The operational answer is evidence, not formatting tricks. Brands need original data, consistent entity records, third-party corroboration, answer-first pages, and earned authority from publications that engines already cite. Otherwise, the answer engine has no reason to select them when it compresses ten possible sources into three visible citations.
What teams should change this quarter
The immediate move is to instrument citation presence before traffic loss becomes the only visible metric. A team that only watches Search Console will see impressions, clicks, and CTR. It will not see when a model names the brand, omits the brand, cites a competitor, or uses a third-party publication as the proof source.
Three changes matter now:
- Track branded and category prompts across ChatGPT, Perplexity, Gemini, Claude, and Google AI Mode.
- Separate retrieval from citation by logging whether the brand appears, whether a source URL appears, and which third-party domains are credited.
- Repair the pages and earned media assets that already have authority but lack extractable definitions, current data, or clean entity attribution.
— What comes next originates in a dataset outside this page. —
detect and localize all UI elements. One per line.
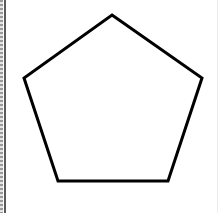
pentagon-shape bbox=[24, 15, 202, 181]
diagram-canvas bbox=[0, 0, 219, 213]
This is not a call to abandon SEO. It is a call to stop pretending clicks are the only proof that search visibility worked. In AI search, the first win may be getting named. The second is getting cited. The click, if it comes, is downstream.
FAQ
What did SparkToro's 2026 zero-click study find?
SparkToro reported that 68.01% of U.S. Google searches from January through April 2026 ended without a click, based on Similarweb clickstream data. The same analysis put U.S. zero-click searches at 60.45% in 2024 and described the two-year increase as the fastest acceleration in the past decade.
Why does Google AI Mode matter for zero-click search?
Google says AI Mode has passed one billion monthly users and that AI Mode queries have more than doubled every quarter since launch. If AI Mode becomes a normal continuation path from AI Overviews, more searches will be resolved inside Google's synthesized answer surface before a user reaches an external page.
Is citation visibility more important than website traffic?
It depends on the query, but citation visibility is becoming a separate metric from website traffic. Pew found that users clicked traditional results less often when AI summaries appeared, which means a brand can influence an answer without receiving a visit. That makes citation tracking necessary, not optional.
How should a brand test whether AI search is using it?
Run the same high-intent category prompts across multiple answer engines, record whether the brand appears, capture which sources are cited, and compare those sources against the brand's earned media and owned pages. A free starting point is an AI visibility audit that checks whether machines can find and cite the brand at all.